Another clarifying scenario that reveals the class character of the housing crisis is to imagine if rent were abolished and housing nationalised. In this case, the working class would suddenly have more money available to spend on other necessities like groceries, clothes, and electricity. Following housing nationalisation, these sectors would soon see massive inflation, as the capitalists are now able to demand much higher prices, knowing that the masses have more money at their disposal and will give everything to have their needs met. The suffering of the working class, the disparity between their wages and the cost of their essential needs, would remain constant. To overcome this, it is essential that workers control all key industrial sectors, including housing.

The ruling elites conspire both implicitly and explicitly, between themselves and with the state, to ensure as much wealth as possible ends up in their hands. In 2023, Vancouver city council voted to return $3.8M to developers that was collected as a part of the Empty Homes Tax, introduced to solve the supply issue that was supposedly driving the housing crisis. The BC and Vancouver Governments increasingly pass policies that lower building costs and regulations which only work to line the pockets of developers and construction companies. And the newest distraction tactic – blaming the housing crisis on international students – only serves to divide the working class. The ruling class intentionally works together to ensure the few continue to thrive, at the expense of the masses.

A capitalist’s profit is maximised when they can minimize how much they pay their workers and maximise how much they charge for their product. Though the capitalist who pays poor wages and the one who demands obscene rents may be different individuals, they are on the same team. These different capitalists comprise the ruling class, the bourgeoisie, who abuse the working class, the proletariat, to hoard evermore wealth. This is why the housing crisis is a class issue.

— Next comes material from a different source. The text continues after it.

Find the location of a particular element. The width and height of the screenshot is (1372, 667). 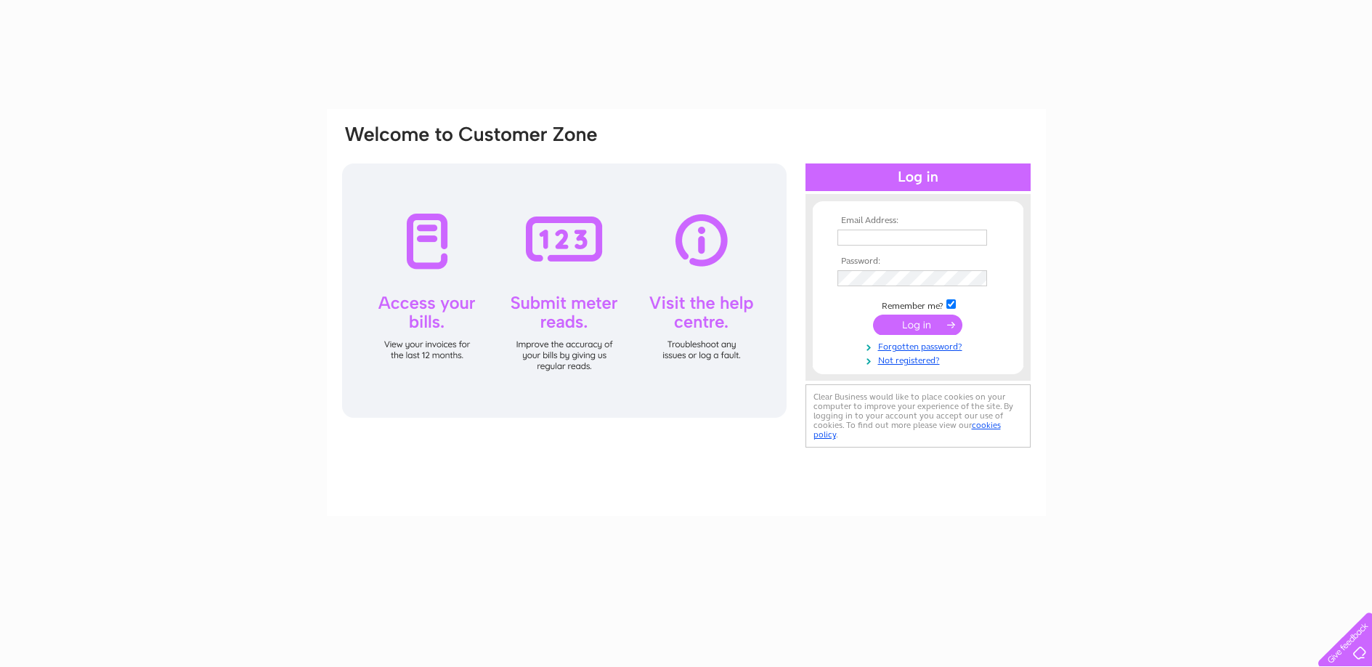

th: Password: is located at coordinates (918, 262).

What is the solution to the housing crisis?

To solve the housing crisis, we need to resolve the contradiction between the bourgeoisie and the proletariat. Individuals can no longer hoard the wealth that we collectively create and leave us with barely enough to survive. In order for the masses to reliably have their needs met, our society can no longer rely on the exploitation of the proletariat to build wealth for the bourgeoisie.

To change our society, we need to unite, build a revolutionary vision, and struggle for systems that benefit us – our families and communities – not the ruling elites.